We first meet shy Marieme (Karidja Touré) on her school’s girls’ soccer team, where all the players are black. The next time we see her at school she is having an anguished conversation with her guidance counselor. Her grades are too low for her to go on to the next academic level and the counselor encourages her to go to vocational school. Seeing this as a dead end, Marieme angrily leaves and soon falls in with three tough-looking girls. (The film’s French title is “Gang of Girls.”) Changing her name to Vic and her hairstyle from cornrows to a straight weave, she begins to skip school and take on the habits of the others. She shakes down timid white students for money so the girls can get enough to party in a hotel room. Dressed up in stolen clothes, they giggle a lot and get drunk, but they don’t invite men over or go out to meet them. Instead, they dance together to Rihanna’s “Diamonds,” playing out a teen fantasy.
In addition to Vic’s developing friendship with the other girls, she is becoming more rebellious at home. Her mother is a cleaner and rarely home, leaving Vic’s bullying older brother in charge. Responsible for her younger sister, Vic is also tentatively flirting with one of her brother’s friends. She initiates their intimacy, but when her brother finds out and beats her viciously, she runs away. At each decision point, the screen fades to black, and in the next scene, Vic looks different to emphasize the change.
Sciamma doesn’t excuse the poor choices Vic makes--and there are many--but she presents the girl as heroic. Unlike the others in the gang, Vic is determined to make her own way. Just as she refuses the school counselor’s advice to learn a trade, she also turns down her boyfriend’s offer of marriage. You’ll be a decent girl again, he tells her, once we marry. Vic doesn’t want to be a wife and mother, though, if that means that she is saddled with the expectations and obligations others have for her.

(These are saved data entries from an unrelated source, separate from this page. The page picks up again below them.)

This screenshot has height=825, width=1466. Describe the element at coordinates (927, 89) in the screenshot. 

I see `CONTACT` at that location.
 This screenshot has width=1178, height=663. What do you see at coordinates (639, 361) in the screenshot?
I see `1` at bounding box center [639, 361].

Instead, she runs off to do drug deliveries for a local dealer. Here she comes into contact with the wealthy white French men and women she’s had no connection with before, and to whom she is basically invisible. Vic looks like a hooker when she makes her deliveries, but she dresses like a boy when she hangs out with the drug crew. Is she trying to protect herself from sexual advances? Is she trying to look tougher than she is? Her boyfriend doesn’t understand when he comes to visit and is horrified that she is binding her breasts.
The other three girls in the gang have strikingly individual personalities and looks, but Toure dominates the screen. Her extraordinarily expressive face can look childish or seductive, gentle or vicious. With the other girls, she finds love and understanding and acceptance, but there is betrayal too. Courage and determination are required to make a life, and Vic has enough of both. Now she needs a little luck.